Photo by Tima Miroshnichenko: https://www.pexels.com/photo/grayscale-photo-of-a-person-reading-a-bible-5206050/
Doing and praying aren’t opposites—Jesus showed us how they go hand in hand.
One day Jesus was praying in a certain place. When he finished, one of his disciples said to him, “Lord, teach us to pray, just as John taught his disciples.”
Luke 11: 1
We’re meant to spend our lives “doing.”
That might sound like I’m saying that “doing” is more important than “being,” that your identity should be wrapped up in what you do, but that’s not what I mean. What I mean is that part of your identity is that you are a human made by God in his image, and he’s given you work to do. Your work is not menial—it’s integral to who you are. It will take up most of your life, as much as raising a family or the time you spend with your spouse.
I bring this up because there’s much teaching in the church right now about rest, sabbath, and not burning yourself out, which is good. I’d say that American evangelicals are particularly prone to placing their identity in their job and becoming work-aholics. Looking at the recent scandals in the church, if they’re not sexual in nature, they almost exclusively come down to an unhealthy work ethic being forced on wildly underpaid staff. A lot of us need to calm down about work and focus more on our inner life and spirituality.
Work is part of who you are—anchor it in prayer, and a little will go a long way.
But that doesn’t mean we’re called to be monks, either. God is not calling us to walk into a prayer closet for eight hours a day, seven days a week.
So what might a healthy balance of prayer and work look like, then?
From what I can see in the life of Jesus, it doesn’t look like a balance at all.
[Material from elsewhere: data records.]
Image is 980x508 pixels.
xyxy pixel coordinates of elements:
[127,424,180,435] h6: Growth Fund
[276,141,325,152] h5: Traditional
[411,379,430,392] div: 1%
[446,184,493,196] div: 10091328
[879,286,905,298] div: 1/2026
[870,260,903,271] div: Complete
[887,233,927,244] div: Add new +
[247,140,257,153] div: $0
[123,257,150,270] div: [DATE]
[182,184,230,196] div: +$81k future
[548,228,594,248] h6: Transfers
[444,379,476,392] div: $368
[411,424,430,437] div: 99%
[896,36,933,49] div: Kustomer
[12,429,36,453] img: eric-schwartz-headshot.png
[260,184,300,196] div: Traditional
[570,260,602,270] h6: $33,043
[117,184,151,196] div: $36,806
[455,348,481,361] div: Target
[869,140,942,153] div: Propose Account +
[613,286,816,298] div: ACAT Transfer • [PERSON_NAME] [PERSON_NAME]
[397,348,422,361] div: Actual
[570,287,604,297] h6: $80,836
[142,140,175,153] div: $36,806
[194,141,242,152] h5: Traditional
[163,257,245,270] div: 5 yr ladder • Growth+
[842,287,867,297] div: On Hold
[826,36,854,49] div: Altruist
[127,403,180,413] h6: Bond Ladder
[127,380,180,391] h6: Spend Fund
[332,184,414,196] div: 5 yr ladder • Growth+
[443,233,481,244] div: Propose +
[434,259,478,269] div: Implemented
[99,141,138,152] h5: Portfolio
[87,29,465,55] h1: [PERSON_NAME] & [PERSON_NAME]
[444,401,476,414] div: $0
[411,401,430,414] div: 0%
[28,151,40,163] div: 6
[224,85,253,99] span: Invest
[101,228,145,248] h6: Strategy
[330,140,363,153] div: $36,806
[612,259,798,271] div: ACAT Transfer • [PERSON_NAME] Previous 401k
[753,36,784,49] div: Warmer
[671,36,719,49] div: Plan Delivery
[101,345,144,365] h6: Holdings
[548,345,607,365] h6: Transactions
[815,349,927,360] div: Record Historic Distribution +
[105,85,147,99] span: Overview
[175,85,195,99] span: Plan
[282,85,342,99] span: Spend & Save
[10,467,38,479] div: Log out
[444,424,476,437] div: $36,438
The Gospel of Luke gives us the most detailed look at the prayer life of Jesus, and while we see that he certainly prayed often, sometimes all night, prayer was not what he was doing most of the time. Most of the time, he was teaching, eating with people he loved, or walking from one city to the next. He spent the vast majority of his hours doing the work of his calling, and then he book-ended his work with prayer.
The life of Jesus clues us into a simple rule for a life of prayer: a little goes a long way.
In fact, when the disciples asked Jesus to teach them how to pray, he responded with an ancient prayer that he slightly modified and told them to just pray it, what we now know as “The Lord’s Prayer” or the “Our Father.” It’s barely a few sentences long. Some teachers have tried to create it into an outline for much longer prayers, but in a nearby chapter of Matthew, Jesus specifically said that we shouldn’t expect God to hear our prayers simply because we make them long.
Work with purpose, pray with intention—a little goes a long way.
It looks like Jesus prayed almost every day, and sometimes he spent many hours in prayer. But he spent most of his time pouring himself out in love, and found that he was energized by that work, finding meat to eat that most people didn’t know about.
Production leader, most of your job is doing, and that’s good. Bookend it with prayer. A little will go a long way.